Hooper swallowed his spittle and leaned forward intently.

“Vickery touched me on the knee again. He was clickin’ his four false teeth with his jaw down like an enteric at the last kick. ‘Are you sure?’ says he. ‘Sure,’ I says, ‘didn’t you ‘ear Dawson give tongue? Why, it’s the woman herself.’ ‘I was sure before,’ he says, ‘but I brought you to make sure. Will you come again with me to-morrow?’

“‘Willingly,’ I says, ‘it’s like meetin’ old friends.’

“‘Yes,’ he says, openin’ his watch, ‘very like. It will be four-and-twenty hours less four minutes before I see her again. Come and have a drink,’ he says. ‘It may amuse you, but it’s no sort of earthly use to me.’ He went out shaking his head an’ stumblin’ over people’s feet as if he was drunk already. I anticipated a swift drink an’ a speedy return, because I wanted to see the performin’ elephants. Instead o’ which Vickery began to navigate the town at the rate o’ knots, lookin’ in at a bar every three minutes approximate Greenwich time. I’m not a drinkin’ man, though there are those present” – he cocked his unforgettable eye at me–“who may have seen me more or less imbued with the fragrant spirit. None the less, when I drink I like to do it at anchor an’ not at an average speed of eighteen knots on the measured mile. There’s a tank as you might say at the back o’ that big hotel up the hill – what do they call it?”

“The Molteno Reservoir,” I suggested, and Hooper nodded.

“That was his limit o’ drift. We walked there an’ we come down through the Gardens – there was a South-Easter blowin’ – an’ we finished up by the Docks. Then we bore up the road to Salt River, and wherever there was a pub Vickery put in sweatin’. He didn’t look at what he drunk – he didn’t look at the change. He walked an’ he drunk an’ he perspired in rivers. I understood why old Crocus ‘ad come back in the condition ‘e did, because Vickery an’ I ‘ad two an’ a half hours o’ this gipsy manoeuvre an’ when we got back to the station there wasn’t a dry atom on or in me.”

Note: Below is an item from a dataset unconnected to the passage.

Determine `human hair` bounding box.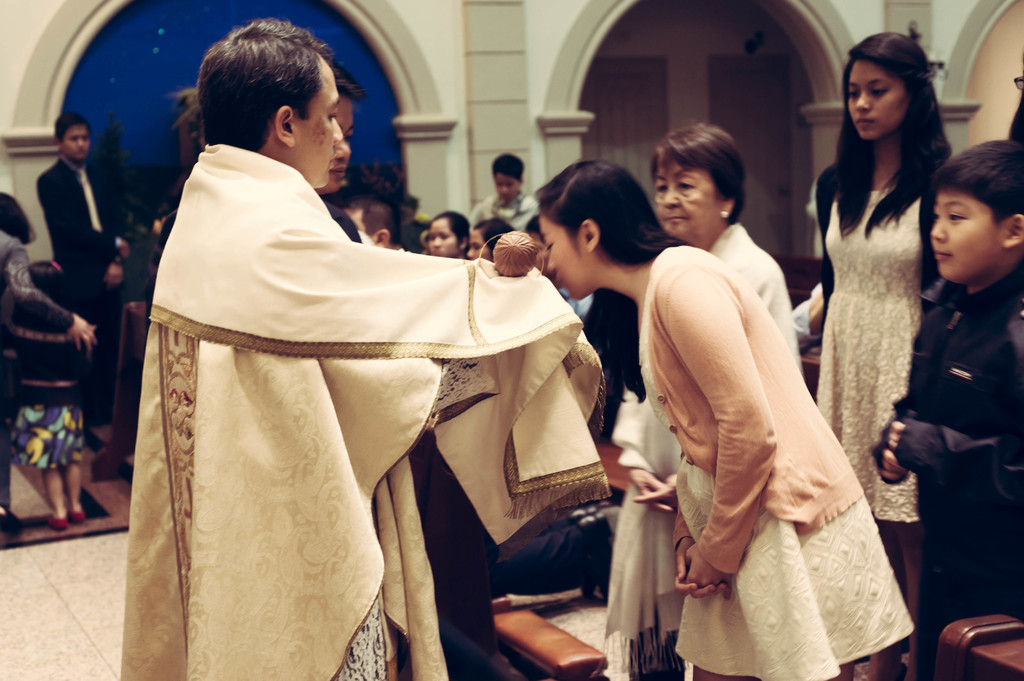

“Did he say anything?” Pritchard asked.

“The sum total of ‘is conversation from 7.45 P.M. till 11.15 P.M. was ‘Let’s have another.’ Thus the mornin’ an’ the evenin’ were the first day, as Scripture says … To abbreviate a lengthy narrative, I went into Cape Town for five consecutive nights with Master Vickery, and in that time I must ‘ave logged about fifty knots over the ground an’ taken in two gallon o’ all the worst spirits south the Equator. The evolution never varied. Two shilling seats for us two; five minutes o’ the pictures, an’ perhaps forty-five seconds o’ Mrs. B. walking down towards us with that blindish look in her eyes an’ the reticule in her hand. Then out walk – and drink till train time.”

Text: Rudyard Kipling’s mysterious short story ‘Mrs Bathurst’, from which the above is an extract, features a conversation between four men – Pycroft, Pritchard, Hooper and the narrator – the first two of whom are in the navy. Collectively they relate the story of Vickery, a warrant officer, and Mrs Bathurst, with whom it is implied he has had an affair. While stationed in South Africa Vickery sees Mrs Bathurst on an actuality film screened as part of a circus entertainment, something which affects deeply as he returns to see the film several times. Vickery apparently deserts and later a charred corpse matching his description is found, and with it a second, unidentified charred corpse. The significance of the story in an early cinema context is discussed by Tom Gunning in Andrew Shail, Reading the Cinematograph: The Cinema in British Short Fiction 1896-1912 (Exeter: University of Exeter Press, 2010) which also reproduces Kipling’s text in full. A tickey was a South African threepence coin. ‘Phyllis’s circus’ is a reference to Frank Fillis, a South African showman whose ‘Savage South Africa’ troupe was filmed when it visited Britain in 1899-1900. The story suggests that the film element of Fillis’ show lasted for five minutes, just before the elephants. As Gunning points out, the reference to the “dynamo like buzzin'” not only suggests the sound of the projector but implies that there was no musical accompaniment. The film itself bears a strong affinity with the many train arrival films common in the 1890s.